Currently, access to the house is restricted to museum patrons, art scholars or Kramlich friends. (For the public to be admitted the zoning designation would have to change.)
A visitor starts up a piece by using an iPad. For Richard Mosse, whose infrared 16-millimeter film “The Enclave,” on rebel groups in the Democratic Republic of Congo, is displayed on six large screens in the downstairs galleries, the exhibition quality exceeds anything he has known before, including the piece’s premiere in the Irish pavilion at the Venice Biennale in 2013. The installation is so uncompromising that he worried. “What I noticed is, it was bloody loud,” he said. “Pam is in her 70s, Dick in his 80s — maybe we should turn it down.”
Explaining why she and her husband were attracted to “The Enclave,” Pamela Kramlich observed, “We were fascinated with Richard’s use of infrared film and its naturally pink imagery, how it combined the beauty of the place and the horror of what was happening in the Congo in such a powerful way.”
The collectors continue to acquire pieces that — to put it mildly — pose exhibition challenges. They recently bought Joan Jonas’ “They Come to Us Without a Word,” a sprawling installation of videos, sculptures and drawings, commissioned for the United States pavilion at the 2015 Venice Biennale. To show it would take up much of the 8,000 square feet of themain gallery area on the lower level of the Kramlich house.
“When somebody takes a work of that size, you can’t help but be pleased, it would be neurotic not to be,” Jonas says. “I’m not talking about the money, but finding a home for it.”
Herzog & de Meuron designed a monumental spiral staircase to connect the vast lower level and a smaller glass pavilion at the top, with a mezzanine floor in between. Along with an enclosable terrace, the mezzanine contains what was intended to be one guest bedroom, which the architects cropped into an eccentric shape so the house wouldn’t jut out from the slope.

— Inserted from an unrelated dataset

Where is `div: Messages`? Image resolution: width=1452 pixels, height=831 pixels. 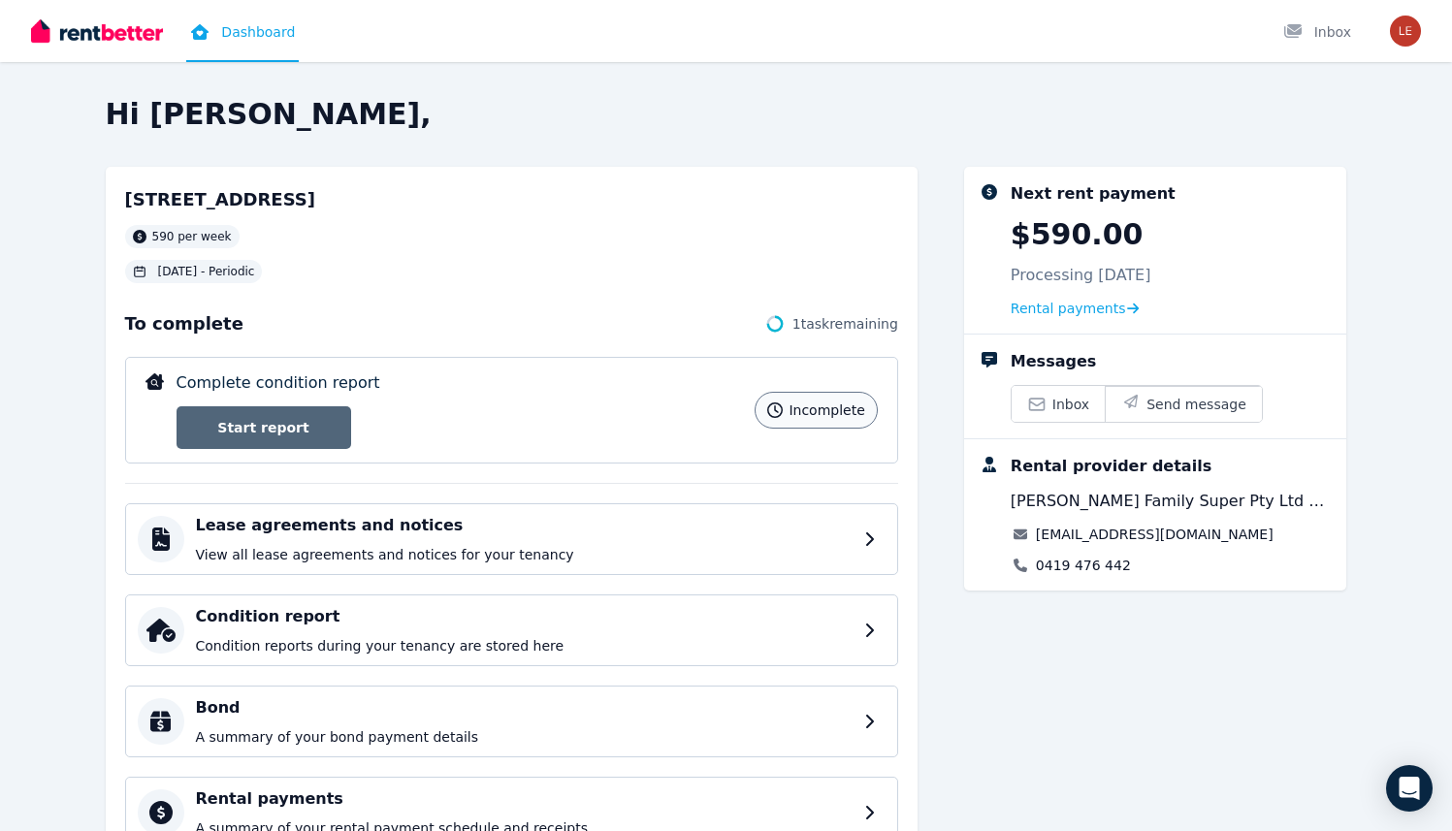 div: Messages is located at coordinates (1054, 362).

Pamela Kramlich chose this room as the master bedroom. “It’s too open,” she said of the spectacular glassed-in upstairs bedroom. “I didn’t want to be exposed all the time.”
The top floor pavilion has a Nam June Paik piece in a corner, but it is not, as it was in the earlier schemes, the primary place to view art. Its mirrored and glass interior walls and the transparent skin combine to refract and complicate the beautiful views of the oak-dotted hilly landscape. Inspired by the pavilions of artist Dan Graham, the architects created an environment in which, Herzog says, “the viewer is being reflected — is viewing and being viewed — and what you see is not the same as what I see.”

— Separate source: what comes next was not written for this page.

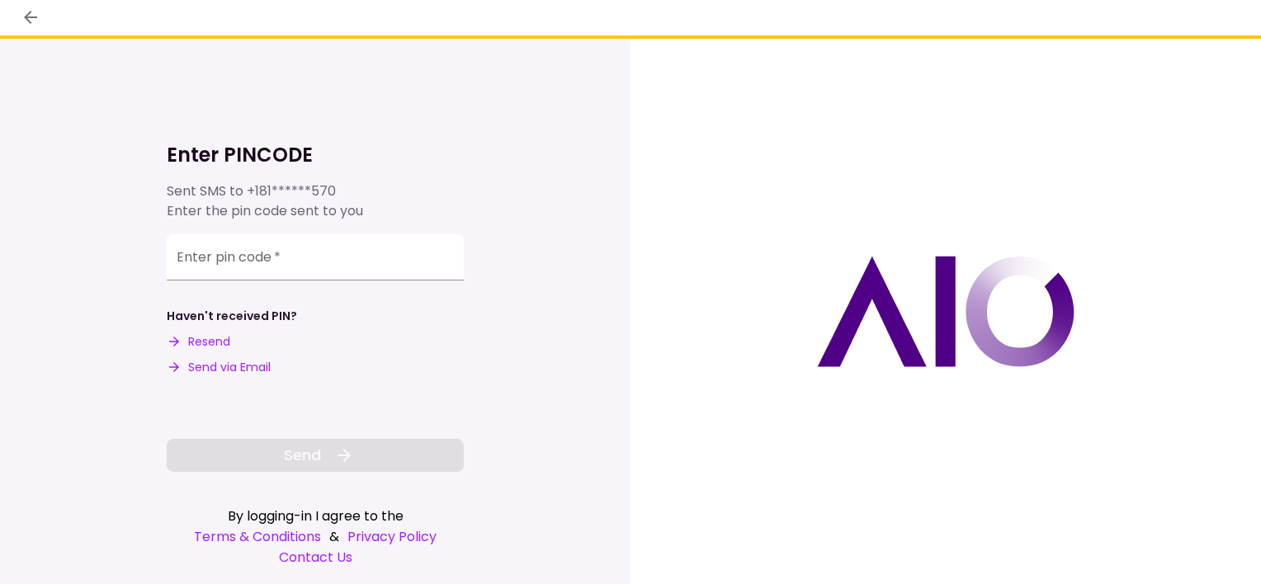 This screenshot has height=584, width=1261. Describe the element at coordinates (31, 17) in the screenshot. I see `button: back` at that location.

Its enormous steel-framed glass doors, designed by an engineer who worked for the Lockheed Martin aerospace firm, open to allow direct contact with the natural setting and a horizon-edge pool. Someday, these doors may also serve as projection screens.

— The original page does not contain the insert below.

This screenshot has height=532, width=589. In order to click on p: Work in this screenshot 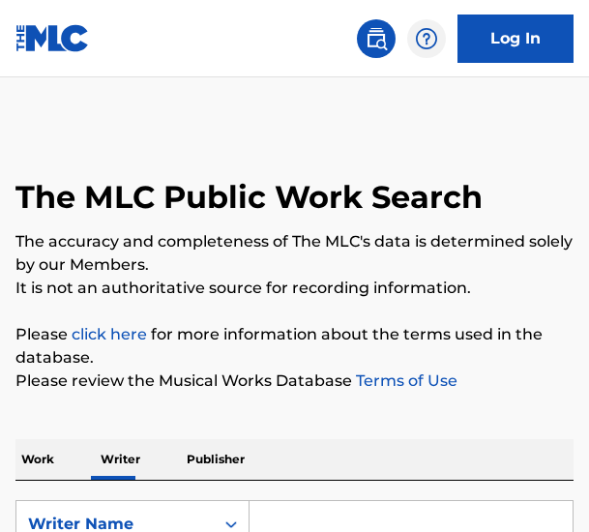, I will do `click(38, 460)`.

For now, though, the translucent space feels like an art installation itself, a sensation enhanced by the way you ascend to it. Entering the house, through a narrow passageway between mud-colored, sprayed-concrete walls, you find yourself in what Herzog describes as “a large underworld.” From there, you progress to the light-saturated top floor. It is, he says, “a wholly psychological experience — even if you are in the glass house, you feel the underground.”
When the images penetrate and bounce off the glass,you feel your perception of reality shift. To devotees of video art, this is a familiar and welcome sensation. “It is not a dead space, ever,” Pamela Kramlich said exuberantly. “It is moving pictures that are reality.”
As if a pause button has been pressed, your clock is reset. You can return to the underground space and give to the time-based art what this kind of art too seldom receives: the time to slow down and watch.